Soon after Keats’s death, Percy Bysshe Shelley wrote what is arguably the most famous literary elegy in English. Yet Adonais has done much to distort its subject’s reputation, characterizing Keats as exceedingly weak and fragile—as a “nursling,” a “gentle child,” a “pale flower” withered by bad reviews. Shelley reinforced these notions in his preface to Adonais, where he attributes Keats’s death to negative press directed at Endymion:
The savage criticism on his Endymion, which appeared in the Quarterly Review, produced the most violent effect on his susceptible mind; the agitation thus originated ended in the rupture of a blood-vessel in the lungs; a rapid consumption ensued, and the succeeding acknowledgments from more candid critics, of the true greatness of his powers, were ineffectual to heal the wound thus wantonly inflicted.

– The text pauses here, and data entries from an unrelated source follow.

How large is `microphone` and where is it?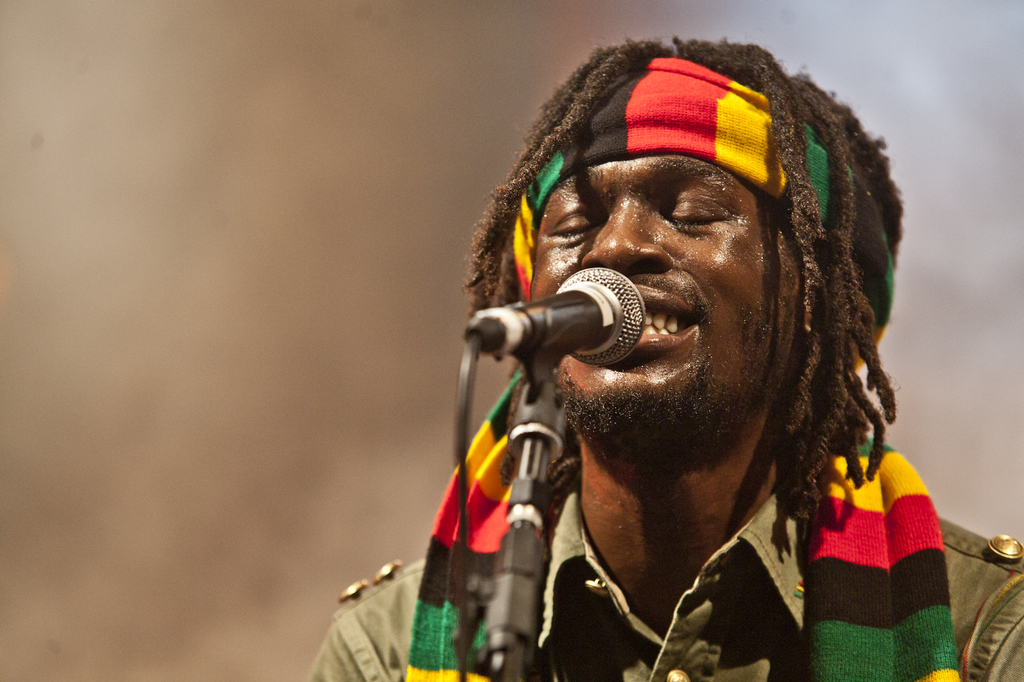
Bounding box: [left=466, top=262, right=653, bottom=375].
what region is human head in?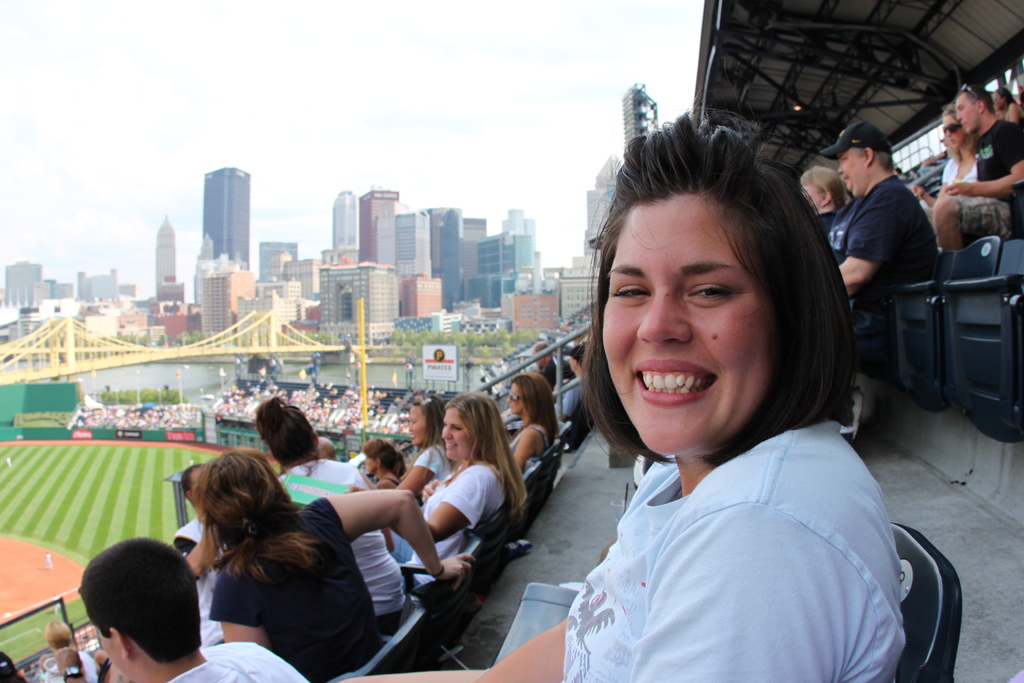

Shelley gave this copy of Adonais to Keats’s deathbed companion, Joseph Severn, as recorded in a handwritten note on the title page: “J. Severn— Rome 1821 given [to] me by Shelley shortly before his death.” Severn marked several passages in the volume, including those that imagine fellow poets Lord Byron (“The Pilgrim of Eternity”) and Shelley (“a pardlike Spirit beautiful and swift”) mourning Keats. Another marked passage draws attention to the critics allegedly responsible for Keats’s decline, here figured as “herded wolves” and “obscene ravens, clamorous o’er the dead.”
The Morgan additionally owns the letter Shelley sent Severn to accompany the volume. Undoubtedly with a dose of affected modesty, Shelley characterizes his “Elegy on poor Keats” as deficient, written “before [he] could attain any particular account of his [i.e., Keats’s] last moments.” He continues with a well-known pronouncement on the literary reputation of Keats; according to Shelley, neither poet will ever become popular:
In spite of his transcendent genius Keats never was nor ever will be a popular poet, & the total neglect & obscurity in which the astonishing remnants of his mind still lie, was hardly to be dissipated by a writer, who, however he may differ from Keats in more important qualities, at least resembles him in that accidental one, a want of popularity.
Shelley also speaks to a nascent interest in Keats’s literary remains, “the remnants of his compositions”: “Has he left any poems or writings of whatever kind, & in whose possession are they?” Despite Shelley’s prediction that Keats’s work will languish in “total neglect & obscurity,” interest in his life and poetry would only increase over the nineteenth century, culminating in the first major scholarly work on the poet, Richard Monckton Milnes’s Life, Letters and Literary Remains of John Keats (1848).